The package has four common usage styles: direct Notification delivery, template delivery, channel-specific delivery, and multi-channel delivery.
use CommonPHP\Notifications\Notification;
use CommonPHP\Notifications\Notifier;
$notifier = Notifier::memory('email');
$result = $notifier->send(
new Notification(
subject: 'Invoice paid',
body: 'Invoice INV-1001 has been paid.',
recipients: ['billing@example.com'],
metadata: ['invoice_id' => 'INV-1001'],
tags: ['billing', 'invoice'],
),
'email',
);send() returns a DeliveryResult. It throws notification exceptions when the channel is missing, the notification cannot be delivered safely, or the driver fails unexpectedly.
$notifier->channel('email')->send(
new Notification(
subject: 'Welcome',
body: 'Thanks for joining.',
recipients: ['ada@example.com'],
),
);channel() returns a NotificationChannel wrapper around a named channel. It is useful when code naturally works within one delivery channel.
$notifier->channel('email')->sendTemplate(
'mail.weekly-summary',
['user' => $user, 'items' => $items],
['ada@example.com'],
'Your weekly summary',
);Template names and data are carried by the notification object. The core package does not prescribe a renderer.
$report = $notifier->sendToChannels(
new Notification(
body: 'Build finished.',
recipients: [
['email' => 'ops@example.com', 'channel' => 'email'],
['phone' => '+15555555555', 'channel' => 'sms'],
],
),
['email', 'sms'],
);
if ($report->hasFailures()) {
$report->throwIfFailed();
}Generic recipients with no channel are eligible for every channel. Channel-specific recipients are only delivered through their matching channel.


[Task statement] Read through the records. Copy each line that has the word "heading".

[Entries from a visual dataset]
<<<<
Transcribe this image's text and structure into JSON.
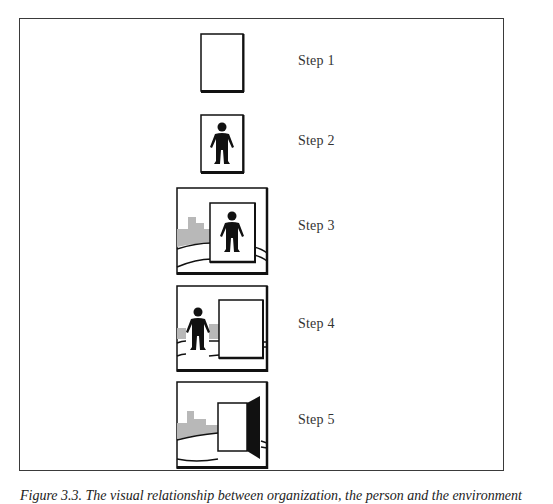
{
  "figure": {
    "steps": [
      {
        "label": "Step 1",
        "content": "empty-frame"
      },
      {
        "label": "Step 2",
        "content": "person-in-frame"
      },
      {
        "label": "Step 3",
        "content": "person-frame-over-landscape"
      },
      {
        "label": "Step 4",
        "content": "person-beside-blank-frame-in-landscape"
      },
      {
        "label": "Step 5",
        "content": "open-door-in-landscape"
      }
    ],
    "caption": "Figure 3.3. The visual relationship between organization, the person and the environment"
  },
  "colors": {
    "stroke": "#111111",
    "frame_border": "#3a3a3a",
    "city_fill": "#b8b8b8",
    "background": "#ffffff"
  }
}
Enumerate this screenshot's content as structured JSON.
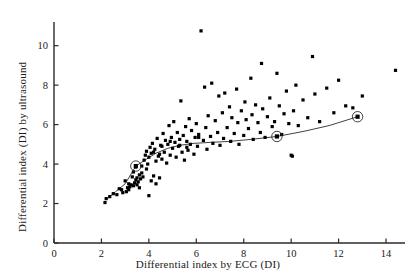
{
  "chart_data": {
    "type": "scatter",
    "title": "",
    "xlabel": "Differential index by ECG (DI)",
    "ylabel": "Differential index (DI) by ultrasound",
    "xlim": [
      0,
      14.8
    ],
    "ylim": [
      0,
      11.2
    ],
    "xticks": [
      0,
      2,
      4,
      6,
      8,
      10,
      12,
      14
    ],
    "yticks": [
      0,
      2,
      4,
      6,
      8,
      10
    ],
    "xticklabels": [
      "0",
      "2",
      "4",
      "6",
      "8",
      "10",
      "12",
      "14"
    ],
    "yticklabels": [
      "0",
      "2",
      "4",
      "6",
      "8",
      "10"
    ],
    "grid": false,
    "legend": null,
    "marker": "filled-square",
    "marker_color": "#000000",
    "series": [
      {
        "name": "patients",
        "type": "scatter",
        "points": [
          [
            2.15,
            2.05
          ],
          [
            2.2,
            2.25
          ],
          [
            2.5,
            2.5
          ],
          [
            2.65,
            2.45
          ],
          [
            2.75,
            2.75
          ],
          [
            2.9,
            2.55
          ],
          [
            3.0,
            3.15
          ],
          [
            3.05,
            2.6
          ],
          [
            3.1,
            2.8
          ],
          [
            3.15,
            3.0
          ],
          [
            3.2,
            2.85
          ],
          [
            3.25,
            2.95
          ],
          [
            3.3,
            3.35
          ],
          [
            3.35,
            2.9
          ],
          [
            3.4,
            3.05
          ],
          [
            3.45,
            3.2
          ],
          [
            3.5,
            3.3
          ],
          [
            3.5,
            2.95
          ],
          [
            3.55,
            3.1
          ],
          [
            3.6,
            3.45
          ],
          [
            3.6,
            2.8
          ],
          [
            3.65,
            3.25
          ],
          [
            3.7,
            3.55
          ],
          [
            3.7,
            3.9
          ],
          [
            3.75,
            3.35
          ],
          [
            3.8,
            4.2
          ],
          [
            3.85,
            4.45
          ],
          [
            3.9,
            3.75
          ],
          [
            3.9,
            4.65
          ],
          [
            3.95,
            4.0
          ],
          [
            4.0,
            2.4
          ],
          [
            4.0,
            4.35
          ],
          [
            4.05,
            4.85
          ],
          [
            4.1,
            3.15
          ],
          [
            4.1,
            4.55
          ],
          [
            4.15,
            5.05
          ],
          [
            4.2,
            3.4
          ],
          [
            4.25,
            4.75
          ],
          [
            4.3,
            3.0
          ],
          [
            4.3,
            4.15
          ],
          [
            4.35,
            5.3
          ],
          [
            4.4,
            4.4
          ],
          [
            4.45,
            3.3
          ],
          [
            4.5,
            4.95
          ],
          [
            4.55,
            4.25
          ],
          [
            4.6,
            5.55
          ],
          [
            4.65,
            4.6
          ],
          [
            4.7,
            5.2
          ],
          [
            4.75,
            4.05
          ],
          [
            4.8,
            5.0
          ],
          [
            4.85,
            5.95
          ],
          [
            4.9,
            4.45
          ],
          [
            4.95,
            5.35
          ],
          [
            5.0,
            4.8
          ],
          [
            5.05,
            6.15
          ],
          [
            5.1,
            5.1
          ],
          [
            5.15,
            4.35
          ],
          [
            5.2,
            5.6
          ],
          [
            5.25,
            4.9
          ],
          [
            5.3,
            5.25
          ],
          [
            5.35,
            7.2
          ],
          [
            5.4,
            4.6
          ],
          [
            5.45,
            5.45
          ],
          [
            5.5,
            4.2
          ],
          [
            5.55,
            5.9
          ],
          [
            5.6,
            5.15
          ],
          [
            5.65,
            4.7
          ],
          [
            5.7,
            6.3
          ],
          [
            5.75,
            5.0
          ],
          [
            5.8,
            5.7
          ],
          [
            5.9,
            4.5
          ],
          [
            5.95,
            5.35
          ],
          [
            6.0,
            6.05
          ],
          [
            6.05,
            4.9
          ],
          [
            6.1,
            5.5
          ],
          [
            6.2,
            10.75
          ],
          [
            6.3,
            5.2
          ],
          [
            6.35,
            7.9
          ],
          [
            6.4,
            5.85
          ],
          [
            6.45,
            4.75
          ],
          [
            6.5,
            6.45
          ],
          [
            6.6,
            5.4
          ],
          [
            6.65,
            8.1
          ],
          [
            6.7,
            5.05
          ],
          [
            6.8,
            6.2
          ],
          [
            6.9,
            5.6
          ],
          [
            6.95,
            7.45
          ],
          [
            7.0,
            4.95
          ],
          [
            7.1,
            6.6
          ],
          [
            7.15,
            5.3
          ],
          [
            7.2,
            7.6
          ],
          [
            7.3,
            5.85
          ],
          [
            7.4,
            6.9
          ],
          [
            7.45,
            5.15
          ],
          [
            7.5,
            6.35
          ],
          [
            7.6,
            5.55
          ],
          [
            7.7,
            7.8
          ],
          [
            7.75,
            6.1
          ],
          [
            7.8,
            5.0
          ],
          [
            7.9,
            6.7
          ],
          [
            8.0,
            5.45
          ],
          [
            8.05,
            7.15
          ],
          [
            8.1,
            6.25
          ],
          [
            8.2,
            5.8
          ],
          [
            8.3,
            8.35
          ],
          [
            8.35,
            6.5
          ],
          [
            8.4,
            5.25
          ],
          [
            8.5,
            7.0
          ],
          [
            8.6,
            6.1
          ],
          [
            8.7,
            5.6
          ],
          [
            8.75,
            9.1
          ],
          [
            8.8,
            6.8
          ],
          [
            8.9,
            5.35
          ],
          [
            9.0,
            6.4
          ],
          [
            9.1,
            7.35
          ],
          [
            9.2,
            5.9
          ],
          [
            9.3,
            6.15
          ],
          [
            9.4,
            8.6
          ],
          [
            9.5,
            6.95
          ],
          [
            9.6,
            5.5
          ],
          [
            9.7,
            6.55
          ],
          [
            9.8,
            7.7
          ],
          [
            9.9,
            6.05
          ],
          [
            10.0,
            4.45
          ],
          [
            10.05,
            4.4
          ],
          [
            10.1,
            6.7
          ],
          [
            10.2,
            8.0
          ],
          [
            10.3,
            5.95
          ],
          [
            10.5,
            7.25
          ],
          [
            10.7,
            6.35
          ],
          [
            10.9,
            9.45
          ],
          [
            11.0,
            7.55
          ],
          [
            11.2,
            6.15
          ],
          [
            11.5,
            7.85
          ],
          [
            11.8,
            6.6
          ],
          [
            12.0,
            8.25
          ],
          [
            12.3,
            6.95
          ],
          [
            12.6,
            6.85
          ],
          [
            13.0,
            7.45
          ],
          [
            14.4,
            8.75
          ],
          [
            3.35,
            3.6
          ],
          [
            3.45,
            3.85
          ],
          [
            4.55,
            4.9
          ],
          [
            5.3,
            4.95
          ],
          [
            6.1,
            5.35
          ],
          [
            4.2,
            4.6
          ],
          [
            4.9,
            5.15
          ],
          [
            5.6,
            4.85
          ],
          [
            2.35,
            2.35
          ],
          [
            2.85,
            2.7
          ],
          [
            3.15,
            2.7
          ],
          [
            4.45,
            4.5
          ]
        ]
      },
      {
        "name": "mean-trend",
        "type": "line",
        "note": "smoothed curve through means with circled nodes",
        "circled_points": [
          [
            3.45,
            3.9
          ],
          [
            9.4,
            5.4
          ],
          [
            12.8,
            6.4
          ]
        ],
        "path": [
          [
            2.2,
            2.2
          ],
          [
            2.6,
            2.6
          ],
          [
            3.0,
            3.0
          ],
          [
            3.45,
            3.9
          ],
          [
            3.9,
            4.25
          ],
          [
            4.3,
            4.55
          ],
          [
            4.8,
            4.8
          ],
          [
            5.3,
            4.95
          ],
          [
            5.9,
            5.05
          ],
          [
            6.6,
            5.1
          ],
          [
            7.4,
            5.15
          ],
          [
            8.3,
            5.25
          ],
          [
            9.4,
            5.4
          ],
          [
            10.5,
            5.65
          ],
          [
            11.6,
            5.95
          ],
          [
            12.8,
            6.4
          ]
        ]
      }
    ]
  }
}
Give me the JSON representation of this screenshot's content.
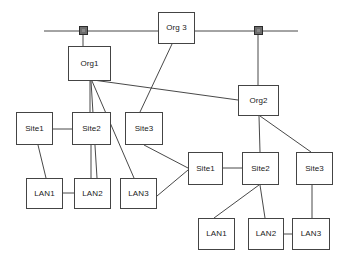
{
  "diagram": {
    "type": "network-topology",
    "canvas": {
      "width": 345,
      "height": 264
    },
    "colors": {
      "background": "#ffffff",
      "box_border": "#444444",
      "box_fill": "#ffffff",
      "link": "#333333",
      "connector_fill": "#6e6e6e",
      "connector_border": "#2b2b2b",
      "text": "#1a1a1a"
    },
    "backbone": {
      "name": "horizontal-bus",
      "y": 31,
      "x_start": 44,
      "x_end": 298
    },
    "connectors": [
      {
        "id": "bus-connector-left",
        "label": "",
        "x": 79,
        "y": 26,
        "size": 9
      },
      {
        "id": "bus-connector-right",
        "label": "",
        "x": 254,
        "y": 26,
        "size": 9
      }
    ],
    "nodes": [
      {
        "id": "org3",
        "label": "Org 3",
        "x": 158,
        "y": 12,
        "w": 37,
        "h": 32,
        "group": "backbone"
      },
      {
        "id": "org1",
        "label": "Org1",
        "x": 68,
        "y": 46,
        "w": 43,
        "h": 35,
        "group": "left"
      },
      {
        "id": "org2",
        "label": "Org2",
        "x": 238,
        "y": 85,
        "w": 41,
        "h": 31,
        "group": "right"
      },
      {
        "id": "l-site1",
        "label": "Site1",
        "x": 16,
        "y": 112,
        "w": 37,
        "h": 33,
        "group": "left"
      },
      {
        "id": "l-site2",
        "label": "Site2",
        "x": 72,
        "y": 112,
        "w": 39,
        "h": 33,
        "group": "left"
      },
      {
        "id": "l-site3",
        "label": "Site3",
        "x": 125,
        "y": 112,
        "w": 38,
        "h": 33,
        "group": "left"
      },
      {
        "id": "l-lan1",
        "label": "LAN1",
        "x": 26,
        "y": 178,
        "w": 37,
        "h": 31,
        "group": "left"
      },
      {
        "id": "l-lan2",
        "label": "LAN2",
        "x": 74,
        "y": 178,
        "w": 37,
        "h": 31,
        "group": "left"
      },
      {
        "id": "l-lan3",
        "label": "LAN3",
        "x": 120,
        "y": 178,
        "w": 37,
        "h": 31,
        "group": "left"
      },
      {
        "id": "r-site1",
        "label": "Site1",
        "x": 188,
        "y": 152,
        "w": 35,
        "h": 33,
        "group": "right"
      },
      {
        "id": "r-site2",
        "label": "Site2",
        "x": 242,
        "y": 152,
        "w": 37,
        "h": 33,
        "group": "right"
      },
      {
        "id": "r-site3",
        "label": "Site3",
        "x": 296,
        "y": 152,
        "w": 37,
        "h": 33,
        "group": "right"
      },
      {
        "id": "r-lan1",
        "label": "LAN1",
        "x": 198,
        "y": 218,
        "w": 37,
        "h": 32,
        "group": "right"
      },
      {
        "id": "r-lan2",
        "label": "LAN2",
        "x": 248,
        "y": 218,
        "w": 36,
        "h": 32,
        "group": "right"
      },
      {
        "id": "r-lan3",
        "label": "LAN3",
        "x": 292,
        "y": 218,
        "w": 38,
        "h": 32,
        "group": "right"
      }
    ],
    "links": [
      {
        "id": "link-bus-left-end",
        "x1": 44,
        "y1": 31,
        "x2": 79,
        "y2": 31
      },
      {
        "id": "link-bus-mid",
        "x1": 88,
        "y1": 31,
        "x2": 158,
        "y2": 31
      },
      {
        "id": "link-bus-org3-right",
        "x1": 195,
        "y1": 31,
        "x2": 254,
        "y2": 31
      },
      {
        "id": "link-bus-right-end",
        "x1": 263,
        "y1": 31,
        "x2": 298,
        "y2": 31
      },
      {
        "id": "link-connL-org1",
        "x1": 83,
        "y1": 35,
        "x2": 83,
        "y2": 46
      },
      {
        "id": "link-connR-org2",
        "x1": 258,
        "y1": 35,
        "x2": 258,
        "y2": 85
      },
      {
        "id": "link-org3-site3",
        "x1": 172,
        "y1": 44,
        "x2": 140,
        "y2": 112
      },
      {
        "id": "link-org1-site2",
        "x1": 90,
        "y1": 81,
        "x2": 90,
        "y2": 112
      },
      {
        "id": "link-org1-lan2",
        "x1": 91,
        "y1": 81,
        "x2": 97,
        "y2": 178
      },
      {
        "id": "link-org1-lan3",
        "x1": 92,
        "y1": 81,
        "x2": 134,
        "y2": 178
      },
      {
        "id": "link-org1-org2",
        "x1": 93,
        "y1": 80,
        "x2": 238,
        "y2": 100
      },
      {
        "id": "link-lsite1-lsite2",
        "x1": 53,
        "y1": 129,
        "x2": 72,
        "y2": 129
      },
      {
        "id": "link-lsite1-llan1",
        "x1": 38,
        "y1": 145,
        "x2": 46,
        "y2": 178
      },
      {
        "id": "link-lsite2-llan2",
        "x1": 91,
        "y1": 145,
        "x2": 91,
        "y2": 178
      },
      {
        "id": "link-llan1-llan2",
        "x1": 63,
        "y1": 193,
        "x2": 74,
        "y2": 193
      },
      {
        "id": "link-lsite3-rsite1",
        "x1": 144,
        "y1": 145,
        "x2": 188,
        "y2": 168
      },
      {
        "id": "link-llan3-rsite1",
        "x1": 157,
        "y1": 196,
        "x2": 188,
        "y2": 170
      },
      {
        "id": "link-org2-rsite2",
        "x1": 259,
        "y1": 116,
        "x2": 260,
        "y2": 152
      },
      {
        "id": "link-org2-rsite3",
        "x1": 260,
        "y1": 116,
        "x2": 311,
        "y2": 152
      },
      {
        "id": "link-rsite1-rsite2",
        "x1": 223,
        "y1": 168,
        "x2": 242,
        "y2": 168
      },
      {
        "id": "link-rsite2-rlan1",
        "x1": 259,
        "y1": 185,
        "x2": 214,
        "y2": 218
      },
      {
        "id": "link-rsite2-rlan2",
        "x1": 260,
        "y1": 185,
        "x2": 265,
        "y2": 218
      },
      {
        "id": "link-rsite3-rlan3",
        "x1": 312,
        "y1": 185,
        "x2": 312,
        "y2": 218
      },
      {
        "id": "link-rlan2-rlan3",
        "x1": 284,
        "y1": 234,
        "x2": 292,
        "y2": 234
      }
    ]
  }
}
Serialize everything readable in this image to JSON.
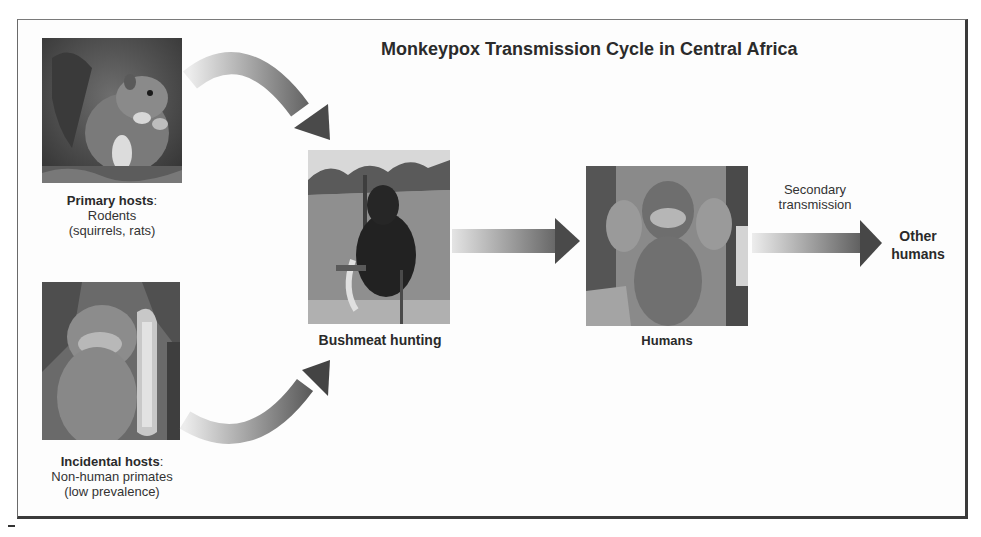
{
  "title": "Monkeypox Transmission Cycle in Central Africa",
  "nodes": {
    "primary_hosts": {
      "heading": "Primary hosts",
      "colon": ":",
      "line2": "Rodents",
      "line3": "(squirrels, rats)",
      "image": "squirrel-photo"
    },
    "incidental_hosts": {
      "heading": "Incidental hosts",
      "colon": ":",
      "line2": "Non-human primates",
      "line3": "(low prevalence)",
      "image": "monkey-photo"
    },
    "bushmeat": {
      "label": "Bushmeat hunting",
      "image": "hunted-animal-photo"
    },
    "humans": {
      "label": "Humans",
      "image": "child-with-lesions-photo"
    },
    "other_humans": {
      "line1": "Other",
      "line2": "humans"
    }
  },
  "edges": {
    "secondary": {
      "line1": "Secondary",
      "line2": "transmission"
    }
  },
  "colors": {
    "arrow_dark": "#4a4a4a",
    "arrow_light": "#e6e6e6",
    "border": "#3a3a3a",
    "text": "#2a2a2a"
  }
}
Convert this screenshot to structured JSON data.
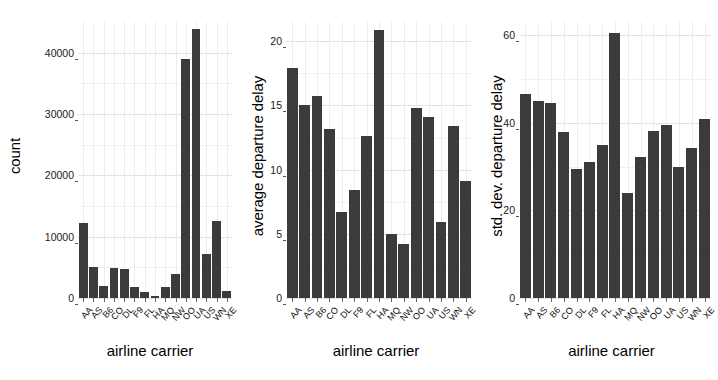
{
  "figure": {
    "background": "#ffffff",
    "bar_color": "#3b3b3b",
    "grid_color": "#e2e2e2",
    "panel_count": 3
  },
  "chart_data": [
    {
      "type": "bar",
      "title": "",
      "xlabel": "airline carrier",
      "ylabel": "count",
      "categories": [
        "AA",
        "AS",
        "B6",
        "CO",
        "DL",
        "F9",
        "FL",
        "HA",
        "MQ",
        "NW",
        "OO",
        "UA",
        "US",
        "WN",
        "XE"
      ],
      "values": [
        12200,
        5100,
        2000,
        4900,
        4700,
        1800,
        1000,
        300,
        1800,
        3900,
        39000,
        43800,
        7200,
        12600,
        1200
      ],
      "ylim": [
        0,
        45000
      ],
      "yticks": [
        0,
        10000,
        20000,
        30000,
        40000
      ],
      "ytick_labels": [
        "0",
        "10000",
        "20000",
        "30000",
        "40000"
      ],
      "grid": true,
      "legend": "none"
    },
    {
      "type": "bar",
      "title": "",
      "xlabel": "airline carrier",
      "ylabel": "average departure delay",
      "categories": [
        "AA",
        "AS",
        "B6",
        "CO",
        "DL",
        "F9",
        "FL",
        "HA",
        "MQ",
        "NW",
        "OO",
        "UA",
        "US",
        "WN",
        "XE"
      ],
      "values": [
        17.9,
        15.0,
        15.7,
        13.2,
        6.7,
        8.4,
        12.6,
        20.9,
        5.0,
        4.2,
        14.8,
        14.1,
        5.9,
        13.4,
        9.1
      ],
      "ylim": [
        0,
        21.5
      ],
      "yticks": [
        0,
        5,
        10,
        15,
        20
      ],
      "ytick_labels": [
        "0",
        "5",
        "10",
        "15",
        "20"
      ],
      "grid": true,
      "legend": "none"
    },
    {
      "type": "bar",
      "title": "",
      "xlabel": "airline carrier",
      "ylabel": "std. dev. departure delay",
      "categories": [
        "AA",
        "AS",
        "B6",
        "CO",
        "DL",
        "F9",
        "FL",
        "HA",
        "MQ",
        "NW",
        "OO",
        "UA",
        "US",
        "WN",
        "XE"
      ],
      "values": [
        46.5,
        45.0,
        44.6,
        38.0,
        29.5,
        31.0,
        35.0,
        60.5,
        24.0,
        32.2,
        38.2,
        39.5,
        30.0,
        34.2,
        40.8
      ],
      "ylim": [
        0,
        63
      ],
      "yticks": [
        0,
        20,
        40,
        60
      ],
      "ytick_labels": [
        "0",
        "20",
        "40",
        "60"
      ],
      "grid": true,
      "legend": "none"
    }
  ]
}
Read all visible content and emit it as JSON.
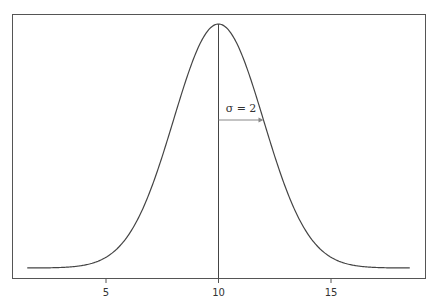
{
  "chart_data": {
    "type": "line",
    "title": "",
    "xlabel": "",
    "ylabel": "",
    "series": [
      {
        "name": "Normal PDF (mean 10, sd 2)",
        "mean": 10,
        "sd": 2,
        "x_start": 1.5,
        "x_end": 18.5
      }
    ],
    "x_ticks": [
      5,
      10,
      15
    ],
    "x_tick_labels": [
      "5",
      "10",
      "15"
    ],
    "xlim": [
      0.5,
      18.9
    ],
    "y_ticks": [],
    "grid": false,
    "annotations": [
      {
        "type": "vline",
        "x": 10,
        "label": ""
      },
      {
        "type": "arrow",
        "from_x": 10,
        "to_x": 12,
        "label": "σ = 2"
      }
    ],
    "legend": null
  }
}
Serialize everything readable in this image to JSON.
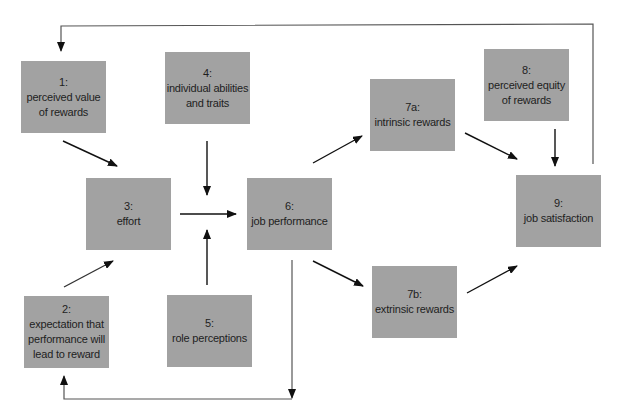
{
  "diagram": {
    "type": "flowchart",
    "nodes": [
      {
        "id": "1",
        "number": "1:",
        "lines": [
          "perceived value",
          "of rewards"
        ],
        "x": 21,
        "y": 61
      },
      {
        "id": "2",
        "number": "2:",
        "lines": [
          "expectation that",
          "performance will",
          "lead to reward"
        ],
        "x": 24,
        "y": 296
      },
      {
        "id": "3",
        "number": "3:",
        "lines": [
          "effort"
        ],
        "x": 86,
        "y": 178
      },
      {
        "id": "4",
        "number": "4:",
        "lines": [
          "individual abilities",
          "and traits"
        ],
        "x": 165,
        "y": 52
      },
      {
        "id": "5",
        "number": "5:",
        "lines": [
          "role perceptions"
        ],
        "x": 167,
        "y": 295
      },
      {
        "id": "6",
        "number": "6:",
        "lines": [
          "job performance"
        ],
        "x": 247,
        "y": 178
      },
      {
        "id": "7a",
        "number": "7a:",
        "lines": [
          "intrinsic rewards"
        ],
        "x": 370,
        "y": 79
      },
      {
        "id": "7b",
        "number": "7b:",
        "lines": [
          "extrinsic rewards"
        ],
        "x": 372,
        "y": 266
      },
      {
        "id": "8",
        "number": "8:",
        "lines": [
          "perceived equity",
          "of rewards"
        ],
        "x": 484,
        "y": 49
      },
      {
        "id": "9",
        "number": "9:",
        "lines": [
          "job satisfaction"
        ],
        "x": 516,
        "y": 175
      }
    ],
    "edges": [
      {
        "from": "1",
        "to": "3"
      },
      {
        "from": "2",
        "to": "3"
      },
      {
        "from": "4",
        "to": "6"
      },
      {
        "from": "5",
        "to": "6"
      },
      {
        "from": "3",
        "to": "6"
      },
      {
        "from": "6",
        "to": "7a"
      },
      {
        "from": "6",
        "to": "7b"
      },
      {
        "from": "7a",
        "to": "9"
      },
      {
        "from": "7b",
        "to": "9"
      },
      {
        "from": "8",
        "to": "9"
      },
      {
        "from": "9",
        "to": "1",
        "routing": "feedback loop along top"
      },
      {
        "from": "6",
        "to": "2",
        "routing": "feedback loop along bottom"
      }
    ],
    "colors": {
      "box_fill": "#a2a2a2",
      "text": "#1e1e1e",
      "arrow": "#111111",
      "feedback_line": "#555555",
      "background": "#ffffff"
    }
  }
}
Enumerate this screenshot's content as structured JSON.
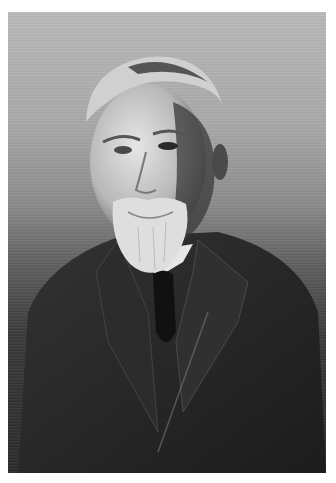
{
  "image": {
    "description": "Black-and-white studio portrait of an elderly man with white hair, white mustache and beard, wearing a dark suit jacket, waistcoat, white shirt and dark tie",
    "style": "monochrome photograph",
    "colors": {
      "frame": "#ffffff",
      "background_top": "#b9b9b9",
      "background_bottom": "#2a2a2a",
      "suit": "#262626",
      "hair_beard": "#e4e4e4",
      "skin": "#cfcfcf",
      "shirt": "#e8e8e8",
      "tie": "#121212"
    }
  }
}
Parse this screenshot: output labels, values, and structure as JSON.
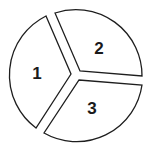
{
  "diagram": {
    "type": "divided-circle",
    "sections": [
      {
        "label": "1",
        "position": "left"
      },
      {
        "label": "2",
        "position": "top-right"
      },
      {
        "label": "3",
        "position": "bottom-right"
      }
    ],
    "colors": {
      "stroke": "#1e1e1e",
      "fill": "#ffffff"
    }
  }
}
>>>>
[Answer for this exercise]
      "heading": "Primary hosts",
      "heading": "Incidental hosts",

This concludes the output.